• Resolved neodan

    (@neodan)


    I want to highlight a critical issue with the CookieYes plugin for WordPress that could seriously undermine your site’s compliance efforts and documentation. Every time you run a new cookie scan, CookieYes completely overwrites your existing cookie list with only the cookies discovered in that specific scan. This means any cookies you manually added—such as those set for logged-in users, WordPress admins, or added via page builders and plugins—are instantly wiped out if the scanner doesn’t detect them during that session. There is no warning before this happens and no built-in way to merge, import, or bulk re-add cookies after a scan.
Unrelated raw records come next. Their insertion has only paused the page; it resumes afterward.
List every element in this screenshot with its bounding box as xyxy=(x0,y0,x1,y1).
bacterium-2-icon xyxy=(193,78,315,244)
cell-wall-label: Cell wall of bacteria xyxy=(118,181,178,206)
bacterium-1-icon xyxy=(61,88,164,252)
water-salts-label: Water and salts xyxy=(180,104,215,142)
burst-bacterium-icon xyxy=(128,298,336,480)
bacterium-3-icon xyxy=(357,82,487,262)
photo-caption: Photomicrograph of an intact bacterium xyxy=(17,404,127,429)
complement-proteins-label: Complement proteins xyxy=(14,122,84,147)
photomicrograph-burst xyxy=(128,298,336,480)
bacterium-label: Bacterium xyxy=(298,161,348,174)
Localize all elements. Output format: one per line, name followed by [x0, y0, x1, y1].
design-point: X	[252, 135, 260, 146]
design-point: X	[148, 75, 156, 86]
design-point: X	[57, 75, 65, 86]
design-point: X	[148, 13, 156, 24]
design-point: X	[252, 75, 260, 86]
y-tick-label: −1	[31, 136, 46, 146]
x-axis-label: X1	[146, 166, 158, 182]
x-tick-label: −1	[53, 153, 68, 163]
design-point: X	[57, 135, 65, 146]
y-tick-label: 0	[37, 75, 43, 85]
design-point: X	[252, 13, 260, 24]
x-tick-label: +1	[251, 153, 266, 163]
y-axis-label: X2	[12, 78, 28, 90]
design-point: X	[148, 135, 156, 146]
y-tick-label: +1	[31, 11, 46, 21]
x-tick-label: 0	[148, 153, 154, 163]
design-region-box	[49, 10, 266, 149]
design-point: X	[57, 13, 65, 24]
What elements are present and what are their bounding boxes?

    For websites hosted on WPEngine or similar providers with a CDN, or for sites built with a pagebuilder, this isn’t just a compliance risk—it’s a major operational threat. Running a CookieYes scan can instantly remove cookies that are essential for site stability, login access, and backend management. One automated scan can break your admin workflows or even your staging environment. If we had known this limitation before purchasing, we would have never chosen CookieYes. This is a serious issue that needs urgent attention!
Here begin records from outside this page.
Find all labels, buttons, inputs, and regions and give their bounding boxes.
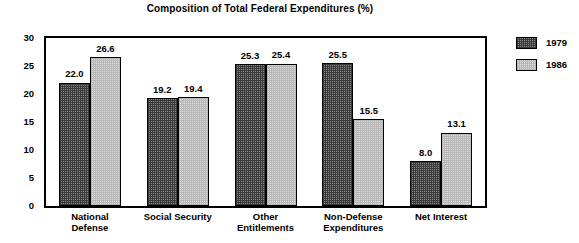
bar-1979-national-defense[interactable]: 22.0 [59, 83, 90, 206]
legend-swatch-1986 [516, 59, 537, 71]
x-axis-label-social-security: Social Security [130, 211, 226, 222]
bar-1986-social-security[interactable]: 19.4 [178, 97, 209, 206]
bar-1986-non-defense-expenditures[interactable]: 15.5 [353, 119, 384, 206]
x-axis-label-line: Expenditures [305, 222, 401, 233]
bar-group: 25.325.4 [235, 38, 297, 206]
bar-value-label: 15.5 [360, 106, 379, 116]
x-axis-category-labels: NationalDefenseSocial SecurityOtherEntit… [46, 211, 485, 241]
bar-value-label: 25.3 [241, 51, 260, 61]
y-axis-tick-label: 15 [23, 117, 34, 127]
x-axis-label-non-defense-expenditures: Non-DefenseExpenditures [305, 211, 401, 233]
x-axis-label-line: National [42, 211, 138, 222]
x-axis-label-line: Entitlements [218, 222, 314, 233]
bar-1986-other-entitlements[interactable]: 25.4 [266, 64, 297, 206]
y-axis-tick-label: 0 [29, 201, 34, 211]
y-axis-tick-label: 25 [23, 61, 34, 71]
plot-area: 22.026.619.219.425.325.425.515.58.013.1 [46, 38, 485, 206]
bar-group: 8.013.1 [410, 38, 472, 206]
bar-value-label: 19.4 [184, 84, 203, 94]
y-axis: 302520151050 [0, 36, 40, 208]
bar-value-label: 13.1 [447, 119, 466, 129]
legend-label-1986: 1986 [546, 59, 567, 71]
x-axis-label-other-entitlements: OtherEntitlements [218, 211, 314, 233]
bar-1986-national-defense[interactable]: 26.6 [90, 57, 121, 206]
legend-swatch-1979 [516, 37, 537, 49]
x-axis-label-line: Social Security [130, 211, 226, 222]
bar-1979-net-interest[interactable]: 8.0 [410, 161, 441, 206]
bar-1986-net-interest[interactable]: 13.1 [441, 133, 472, 206]
y-axis-tick-label: 20 [23, 89, 34, 99]
chart-title: Composition of Total Federal Expenditure… [0, 3, 520, 14]
bar-value-label: 22.0 [65, 69, 84, 79]
bar-value-label: 19.2 [153, 85, 172, 95]
x-axis-label-line: Other [218, 211, 314, 222]
y-axis-tick-label: 5 [29, 173, 34, 183]
bar-group: 25.515.5 [322, 38, 384, 206]
bar-1979-social-security[interactable]: 19.2 [147, 98, 178, 206]
bar-1979-other-entitlements[interactable]: 25.3 [235, 64, 266, 206]
y-axis-tick-label: 10 [23, 145, 34, 155]
x-axis-label-line: Non-Defense [305, 211, 401, 222]
legend-label-1979: 1979 [546, 37, 567, 49]
x-axis-label-line: Defense [42, 222, 138, 233]
bar-1979-non-defense-expenditures[interactable]: 25.5 [322, 63, 353, 206]
x-axis-label-net-interest: Net Interest [393, 211, 489, 222]
bar-value-label: 8.0 [419, 148, 432, 158]
bar-value-label: 25.5 [329, 50, 348, 60]
x-axis-label-line: Net Interest [393, 211, 489, 222]
bar-group: 22.026.6 [59, 38, 121, 206]
bar-value-label: 25.4 [272, 50, 291, 60]
bar-value-label: 26.6 [96, 44, 115, 54]
x-axis-label-national-defense: NationalDefense [42, 211, 138, 233]
bar-group: 19.219.4 [147, 38, 209, 206]
y-axis-tick-label: 30 [23, 33, 34, 43]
    You lose the ability to reliably track cookies that aren’t visible to guest users or the scanner, making it nearly impossible to maintain a complete, compliant record without painstaking manual work after every scan. Other cookie compliance tools like Complianz and OneTrust do preserve manual cookie entries, but CookieYes currently offers no such protection. If you rely on manual entries for compliance, be extremely cautious—a single scan can erase hours of work and break website functionality.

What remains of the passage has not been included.